Without any of the pictures, set down the data below exactly.
*** DATA SUPPLIED Section Begins ***
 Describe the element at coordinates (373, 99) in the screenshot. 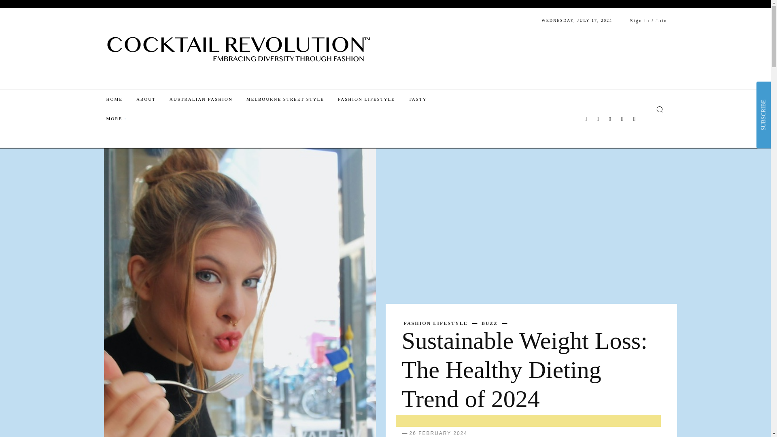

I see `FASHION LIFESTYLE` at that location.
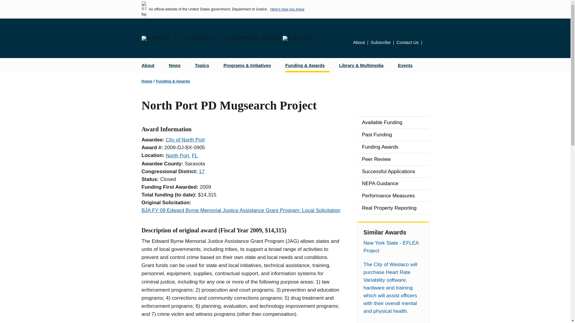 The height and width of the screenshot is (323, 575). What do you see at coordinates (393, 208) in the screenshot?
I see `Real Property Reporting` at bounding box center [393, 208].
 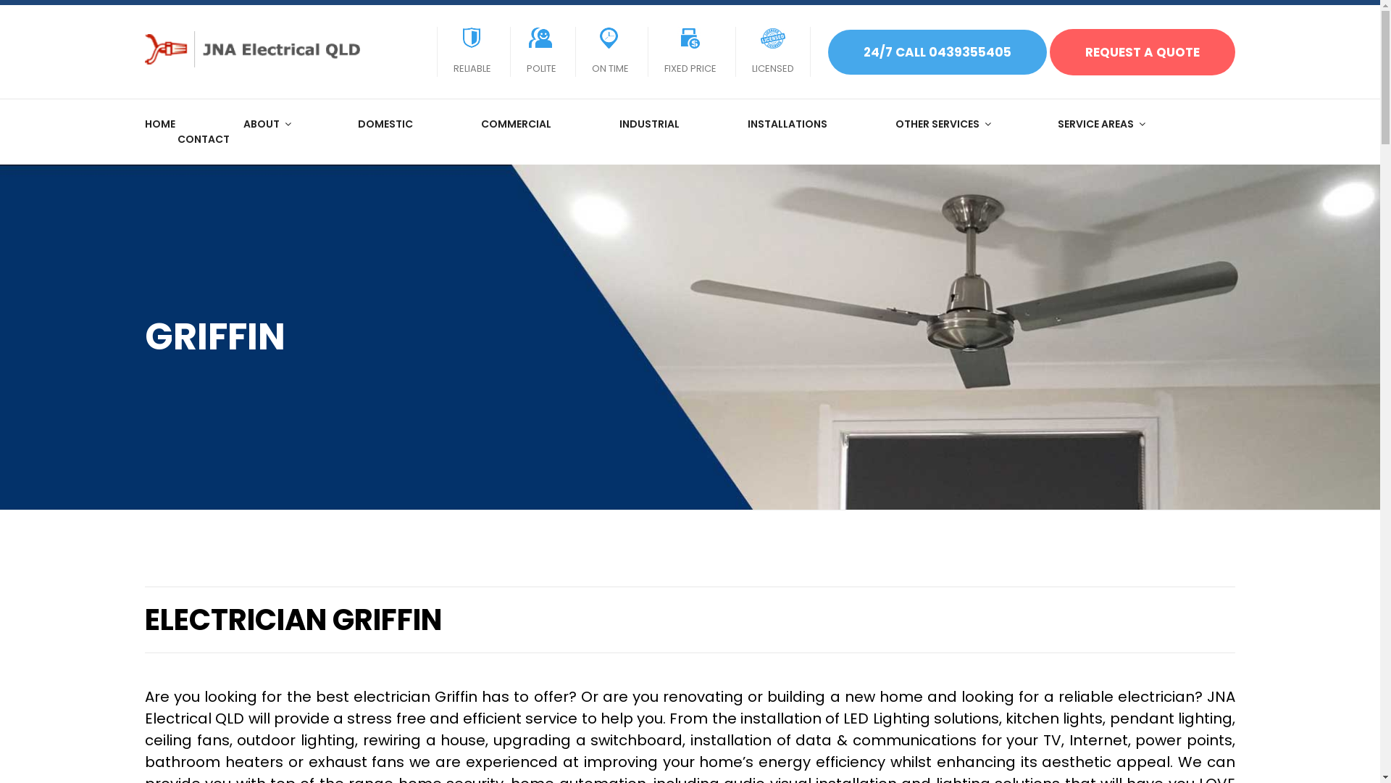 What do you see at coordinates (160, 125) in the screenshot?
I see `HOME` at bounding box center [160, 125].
*** DATA SUPPLIED Section Ends ***
■ EXERCISE SOLUTION ■
 Describe the element at coordinates (373, 99) in the screenshot. 

I see `FASHION LIFESTYLE` at that location.
 The height and width of the screenshot is (323, 575). What do you see at coordinates (393, 208) in the screenshot?
I see `Real Property Reporting` at bounding box center [393, 208].
  What do you see at coordinates (160, 125) in the screenshot?
I see `HOME` at bounding box center [160, 125].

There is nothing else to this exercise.